Inside the Nintendo Famicom
August 7th, 2008 by Benj Edwards25 years ago, Nintendo entered the home video game system arena with the release of the Family Computer (Famicom) in Japan. You may know the console as the Nintendo Entertainment System, which sold 61.9 million units worldwide in its various forms.
In honor of its anniversary, I took apart an original Famicom and its accessories (including an original Famicom Disk System) while documenting the process on my trusty workbench. You can see the result as a slideshow on PC World.
I had this piece ready to go before July 15th (the actual anniversary date), but it got pre-empted by E3 coverage. I hope you enjoy it, even if it is a tad late.
(If you liked this slideshow, you might also like my previous PC World teardowns of the IBM Model M Keyboard, Apple IIc, and the TRS-80 Model 100.)
August 7th, 2008 at 3:23 pm
This was great!
August 7th, 2008 at 6:36 pm
Your best techopsy to date.
August 7th, 2008 at 7:48 pm
Great article. It was very in-depth, yet simple enough that most ordinary people can understand.
August 8th, 2008 at 3:56 pm
Thanks, guys. I’m very happy that you liked it.
August 8th, 2008 at 4:34 pm
Good stuff. Interesting thing about the mic port on the Famicom which seems to have been overlooked in video game history, but came back in the DS.
Didn’t the Famicom also have an official Nintndo cassette drive for storage? I’d love to hear the sounds of that.
August 9th, 2008 at 12:58 am
AWESOME AWESOME AWESOME!
August 9th, 2008 at 7:00 am
Nice article.
That makes me want to import a famicom… and an adaptor to plug my NES games into it… but I hate hard-wired controllers.
I wonder if one could hack a microphone connection into an NES.
August 10th, 2008 at 5:54 pm
Loved it!
September 2nd, 2008 at 7:01 pm
I actually own one of these and a FDS as well. It’s great, but RF sucks. Unfortunately, getting good A/V out of this thing is a pain as well because if you do get it off of the PPU (good thing), you have to cut the trace giving the signal to the existing amplification hardware. And then you have to invent your own. And I can’t figure out to what degree everything needs to be amplified.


Task statement
Copy whichever lines of the data hold the word "plus".

===============

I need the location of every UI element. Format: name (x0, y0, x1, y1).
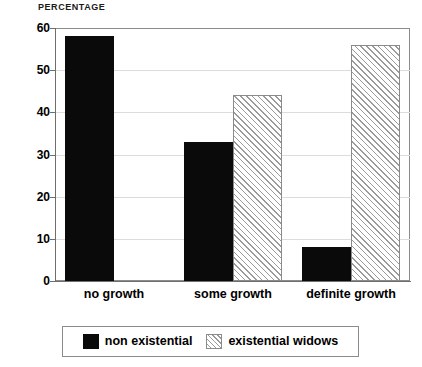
legend-swatch-hatch-icon (206, 334, 222, 349)
y-tick-label: 20 (4, 191, 50, 203)
y-tick-label: 50 (4, 64, 50, 76)
y-axis-line (55, 28, 56, 282)
y-tick-label: 30 (4, 149, 50, 161)
legend-label: non existential (105, 335, 193, 348)
x-tick-label: no growth (84, 287, 144, 301)
bar (302, 247, 351, 281)
x-axis-line (55, 281, 411, 282)
y-axis-labels: 6050403020100 (0, 0, 50, 367)
bar (233, 95, 282, 281)
y-tick-label: 40 (4, 106, 50, 118)
legend-entry: non existential (83, 334, 193, 349)
bar-chart-figure: PERCENTAGE 6050403020100 no growthsome g… (0, 0, 422, 367)
bar (65, 36, 114, 281)
y-tick-label: 10 (4, 233, 50, 245)
legend-entry: existential widows (206, 334, 338, 349)
x-tick-label: some growth (194, 287, 272, 301)
legend-label: existential widows (228, 335, 338, 348)
legend-swatch-solid-icon (83, 334, 99, 349)
y-tick-label: 0 (4, 275, 50, 287)
bar (184, 142, 233, 281)
bar (351, 45, 400, 281)
x-tick-label: definite growth (306, 287, 396, 301)
y-tick-label: 60 (4, 22, 50, 34)
chart-legend: non existentialexistential widows (62, 326, 359, 357)
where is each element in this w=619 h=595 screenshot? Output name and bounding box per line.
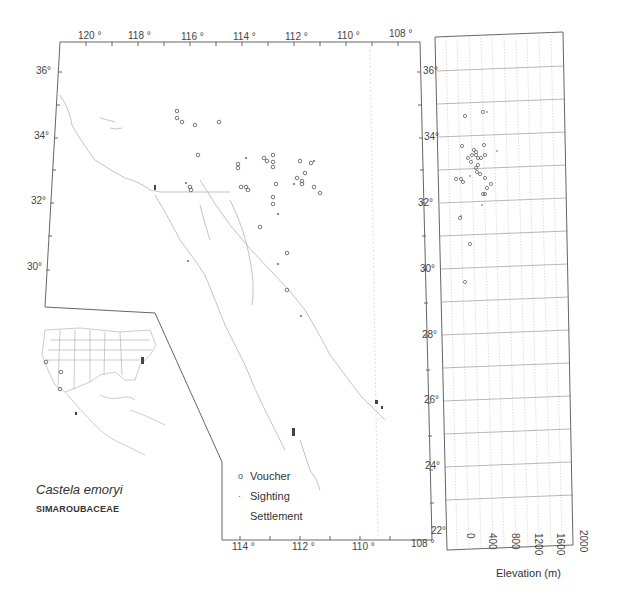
coastline — [60, 95, 385, 490]
legend-sighting: Sighting — [250, 490, 290, 502]
legend-voucher: Voucher — [250, 470, 290, 482]
lon-label-top: 114 ° — [233, 31, 256, 42]
lon-label-bottom: 108 ° — [411, 538, 434, 549]
lat-label-right: 36° — [423, 65, 438, 76]
elevation-grid — [446, 32, 562, 550]
lon-label-bottom: 110 ° — [352, 541, 375, 552]
lat-label-left: 34° — [34, 130, 49, 141]
voucher-markers — [175, 109, 322, 292]
lon-label-top: 120 ° — [78, 30, 101, 41]
lat-label-left: 32° — [31, 195, 46, 206]
elevation-axis-title: Elevation (m) — [496, 567, 561, 579]
lat-label-right: 28° — [422, 329, 437, 340]
species-name: Castela emoryi — [36, 482, 123, 497]
voucher-icon: o — [238, 471, 243, 481]
elevation-tick: 800 — [510, 533, 521, 550]
lat-label-right: 34° — [424, 131, 439, 142]
lat-label-right: 32° — [418, 197, 433, 208]
lat-label-left: 36° — [36, 65, 51, 76]
lat-label-right: 22° — [431, 525, 446, 536]
inset-map — [42, 328, 165, 455]
inset-markers — [44, 360, 63, 391]
legend-settlement: Settlement — [250, 510, 303, 522]
family-name: SIMAROUBACEAE — [36, 504, 119, 514]
lon-label-top: 116 ° — [181, 31, 204, 42]
lat-label-right: 24° — [425, 460, 440, 471]
elevation-tick: 2000 — [578, 530, 589, 552]
lon-label-bottom: 112 ° — [292, 541, 315, 552]
lat-label-right: 30° — [420, 263, 435, 274]
sighting-markers — [185, 157, 315, 317]
elevation-panel-frame — [435, 32, 573, 550]
lon-label-top: 110 ° — [337, 30, 360, 41]
lat-label-left: 30° — [27, 261, 42, 272]
lon-label-bottom: 114 ° — [232, 541, 255, 552]
lon-label-top: 118 ° — [128, 30, 151, 41]
elevation-tick: 1600 — [555, 533, 566, 555]
elevation-tick: 0 — [465, 533, 476, 539]
sighting-icon: · — [238, 491, 241, 501]
elevation-tick: 400 — [487, 533, 498, 550]
lat-label-right: 26° — [424, 394, 439, 405]
lon-label-top: 112 ° — [285, 31, 308, 42]
lon-label-top: 108 ° — [389, 28, 412, 39]
elevation-tick: 1200 — [533, 533, 544, 555]
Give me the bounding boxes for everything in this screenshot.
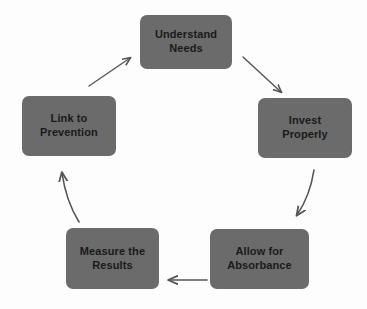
node-understand-needs[interactable]: Understand Needs — [140, 15, 232, 69]
node-label-measure-the-results: Measure the Results — [80, 245, 145, 273]
node-label-invest-properly: Invest Properly — [282, 114, 327, 142]
node-label-link-to-prevention: Link to Prevention — [40, 112, 98, 140]
arrow-understand-to-invest — [243, 57, 281, 92]
node-label-understand-needs: Understand Needs — [155, 28, 217, 56]
node-label-allow-for-absorbance: Allow for Absorbance — [227, 245, 292, 273]
cycle-diagram: Understand Needs Invest Properly Allow f… — [0, 0, 367, 309]
arrow-link-to-understand — [89, 58, 130, 86]
node-invest-properly[interactable]: Invest Properly — [258, 98, 352, 158]
arrow-invest-to-absorbance — [297, 170, 314, 215]
node-measure-the-results[interactable]: Measure the Results — [66, 228, 159, 289]
node-allow-for-absorbance[interactable]: Allow for Absorbance — [210, 229, 309, 289]
node-link-to-prevention[interactable]: Link to Prevention — [22, 96, 116, 156]
arrow-measure-to-link — [62, 173, 79, 222]
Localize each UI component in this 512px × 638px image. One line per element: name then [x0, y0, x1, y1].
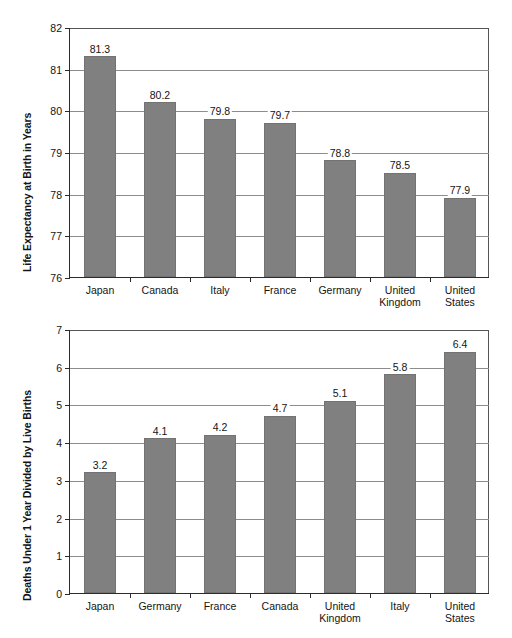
y-axis-tick: [65, 236, 70, 237]
bar-value-label: 78.5: [388, 160, 412, 171]
plot-top-rule: [70, 28, 489, 29]
bar-value-label: 4.7: [271, 403, 290, 414]
bar-value-label: 5.8: [391, 362, 410, 373]
x-axis-tick: [430, 277, 431, 282]
y-axis-tick: [65, 28, 70, 29]
bar-value-label: 79.8: [208, 106, 232, 117]
y-axis-tick: [65, 195, 70, 196]
bar: 79.8: [204, 119, 236, 277]
x-axis-category-label: Germany: [138, 600, 181, 612]
x-axis-tick: [190, 277, 191, 282]
y-axis-tick: [65, 368, 70, 369]
y-axis-tick-label: 78: [50, 189, 62, 200]
y-axis-tick: [65, 481, 70, 482]
plot-right-edge: [488, 28, 489, 277]
y-axis-tick: [65, 111, 70, 112]
bar-value-label: 3.2: [91, 460, 110, 471]
y-axis-tick: [65, 556, 70, 557]
x-axis-category-label: Japan: [86, 284, 115, 296]
bar-value-label: 80.2: [148, 90, 172, 101]
y-axis-tick: [65, 519, 70, 520]
x-axis-category-label: Italy: [390, 600, 409, 612]
x-axis-category-label: United States: [445, 600, 475, 624]
y-axis-tick: [65, 594, 70, 595]
x-axis-category-label: Canada: [262, 600, 299, 612]
x-axis-tick: [370, 593, 371, 598]
plot-top-rule: [70, 330, 489, 331]
bar: 3.2: [84, 472, 116, 593]
plot-area: 7677787980818281.3Japan80.2Canada79.8Ita…: [69, 28, 489, 278]
infant-mortality-chart: Deaths Under 1 Year Divided by Live Birt…: [0, 318, 512, 638]
bar-value-label: 81.3: [88, 44, 112, 55]
y-axis-tick-label: 7: [56, 325, 62, 336]
x-axis-tick: [130, 277, 131, 282]
y-axis-tick-label: 6: [56, 362, 62, 373]
y-axis-tick-label: 79: [50, 148, 62, 159]
bar-value-label: 78.8: [328, 148, 352, 159]
bar: 78.8: [324, 160, 356, 277]
bar: 78.5: [384, 173, 416, 277]
bar: 4.1: [144, 438, 176, 593]
y-axis-tick-label: 1: [56, 551, 62, 562]
plot-right-edge: [488, 330, 489, 593]
gridline: [70, 368, 489, 369]
bar: 4.7: [264, 416, 296, 593]
y-axis-tick: [65, 70, 70, 71]
x-axis-category-label: Germany: [318, 284, 361, 296]
x-axis-tick: [130, 593, 131, 598]
x-axis-tick: [310, 593, 311, 598]
y-axis-title: Life Expectancy at Birth in Years: [21, 113, 33, 272]
x-axis-tick: [190, 593, 191, 598]
gridline: [70, 70, 489, 71]
x-axis-tick: [250, 593, 251, 598]
x-axis-category-label: United States: [445, 284, 475, 308]
y-axis-tick-label: 76: [50, 273, 62, 284]
y-axis-tick-label: 0: [56, 589, 62, 600]
x-axis-category-label: Canada: [142, 284, 179, 296]
plot-area: 012345673.2Japan4.1Germany4.2France4.7Ca…: [69, 330, 489, 594]
y-axis-tick: [65, 153, 70, 154]
bar: 77.9: [444, 198, 476, 277]
x-axis-category-label: United Kingdom: [319, 600, 360, 624]
x-axis-tick: [370, 277, 371, 282]
bar-value-label: 5.1: [331, 388, 350, 399]
x-axis-tick: [250, 277, 251, 282]
y-axis-tick: [65, 405, 70, 406]
x-axis-category-label: Japan: [86, 600, 115, 612]
y-axis-tick-label: 81: [50, 64, 62, 75]
x-axis-category-label: United Kingdom: [379, 284, 420, 308]
bar-value-label: 4.1: [151, 426, 170, 437]
y-axis-tick: [65, 278, 70, 279]
y-axis-tick-label: 4: [56, 438, 62, 449]
bar: 81.3: [84, 56, 116, 277]
life-expectancy-chart: Life Expectancy at Birth in Years 767778…: [0, 0, 512, 320]
bar-value-label: 77.9: [448, 185, 472, 196]
x-axis-category-label: France: [204, 600, 237, 612]
x-axis-tick: [430, 593, 431, 598]
y-axis-tick-label: 80: [50, 106, 62, 117]
bar: 5.8: [384, 374, 416, 593]
y-axis-tick: [65, 443, 70, 444]
bar: 80.2: [144, 102, 176, 277]
bar-value-label: 79.7: [268, 110, 292, 121]
y-axis-title: Deaths Under 1 Year Divided by Live Birt…: [21, 390, 33, 601]
bar: 6.4: [444, 352, 476, 593]
bar: 4.2: [204, 435, 236, 593]
bar: 79.7: [264, 123, 296, 277]
x-axis-category-label: Italy: [210, 284, 229, 296]
x-axis-category-label: France: [264, 284, 297, 296]
y-axis-tick-label: 3: [56, 476, 62, 487]
bar-value-label: 4.2: [211, 422, 230, 433]
y-axis-tick-label: 2: [56, 513, 62, 524]
y-axis-tick-label: 5: [56, 400, 62, 411]
y-axis-tick: [65, 330, 70, 331]
bar-value-label: 6.4: [451, 339, 470, 350]
x-axis-tick: [310, 277, 311, 282]
y-axis-tick-label: 82: [50, 23, 62, 34]
y-axis-tick-label: 77: [50, 231, 62, 242]
bar: 5.1: [324, 401, 356, 593]
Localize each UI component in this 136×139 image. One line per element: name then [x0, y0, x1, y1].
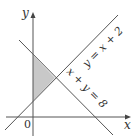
y-axis-arrow-icon	[31, 12, 36, 18]
y-axis-label: y	[21, 6, 29, 20]
origin-label: 0	[24, 118, 31, 131]
diagram-canvas: y x 0 y = x + 2 x + y = 8	[0, 0, 136, 139]
shaded-region	[33, 55, 55, 101]
line-y-equals-x-plus-2	[5, 15, 118, 130]
label-x-plus-y-equals-8: x + y = 8	[64, 65, 110, 111]
x-axis-label: x	[124, 118, 131, 132]
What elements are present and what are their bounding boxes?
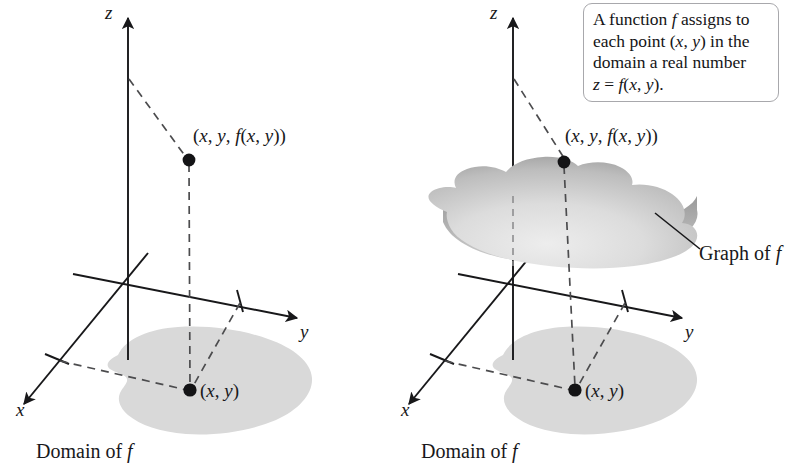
callout-line-3: domain a real number bbox=[593, 52, 771, 74]
right-z-to-point-dash bbox=[514, 79, 564, 158]
left-lower-point bbox=[183, 383, 196, 396]
left-domain-label: Domain of f bbox=[36, 441, 133, 461]
callout-line-2: each point (x, y) in the bbox=[593, 31, 771, 53]
right-y-axis-tick bbox=[622, 290, 628, 312]
left-y-axis-label: y bbox=[300, 322, 308, 341]
right-domain-label: Domain of f bbox=[421, 441, 518, 461]
left-z-axis-label: z bbox=[105, 3, 112, 22]
graph-of-f-label: Graph of f bbox=[699, 243, 781, 263]
right-lower-point bbox=[568, 383, 581, 396]
right-upper-point-label: (x, y, f(x, y)) bbox=[565, 126, 658, 145]
right-surface-top bbox=[428, 157, 697, 269]
left-z-to-point-dash bbox=[129, 79, 188, 160]
right-z-axis-label: z bbox=[490, 3, 497, 22]
callout-line-1: A function f assigns to bbox=[593, 9, 771, 31]
left-upper-point bbox=[183, 154, 196, 167]
right-lower-point-label: (x, y) bbox=[585, 381, 624, 400]
left-lower-point-label: (x, y) bbox=[200, 381, 239, 400]
left-upper-point-label: (x, y, f(x, y)) bbox=[193, 126, 286, 145]
left-panel-graphics bbox=[24, 18, 312, 434]
left-y-axis-tick bbox=[237, 290, 243, 312]
left-y-axis bbox=[73, 274, 297, 318]
right-y-axis-label: y bbox=[685, 322, 693, 341]
right-x-axis-label: x bbox=[401, 400, 409, 419]
figure-canvas: z y x (x, y, f(x, y)) (x, y) Domain of f… bbox=[0, 0, 785, 475]
left-vertical-dash bbox=[189, 164, 190, 387]
left-x-axis-label: x bbox=[16, 400, 24, 419]
right-upper-point bbox=[558, 156, 571, 169]
callout-line-4: z = f(x, y). bbox=[593, 74, 771, 96]
explanation-callout: A function f assigns to each point (x, y… bbox=[583, 3, 779, 102]
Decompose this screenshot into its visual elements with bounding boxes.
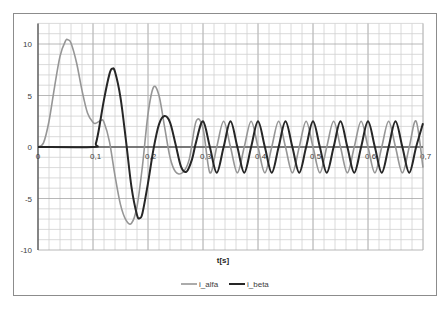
series-lines	[38, 39, 423, 224]
y-tick-label: 10	[23, 40, 32, 49]
y-tick-label: 5	[28, 92, 33, 101]
y-tick-label: -10	[20, 246, 32, 255]
series-line-i-beta	[38, 68, 423, 218]
legend: i_alfa i_beta	[181, 280, 269, 289]
x-axis-title: t[s]	[217, 256, 230, 265]
legend-label-i-beta: i_beta	[247, 280, 269, 289]
legend-label-i-alfa: i_alfa	[199, 280, 219, 289]
y-tick-label: 0	[28, 143, 33, 152]
x-tick-label: 0,1	[90, 152, 102, 161]
legend-item-i-beta[interactable]: i_beta	[229, 280, 269, 289]
legend-item-i-alfa[interactable]: i_alfa	[181, 280, 219, 289]
x-tick-label: 0	[36, 152, 41, 161]
y-tick-label: -5	[25, 195, 33, 204]
y-tick-labels: 1050-5-10	[20, 40, 32, 255]
line-chart: 1050-5-10 00,10,20,30,40,50,60,7 t[s] i_…	[0, 0, 448, 311]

===============

Solution to the problem
line-y-equals-x-plus-2	[5, 15, 118, 130]
label-x-plus-y-equals-8: x + y = 8	[64, 65, 110, 111]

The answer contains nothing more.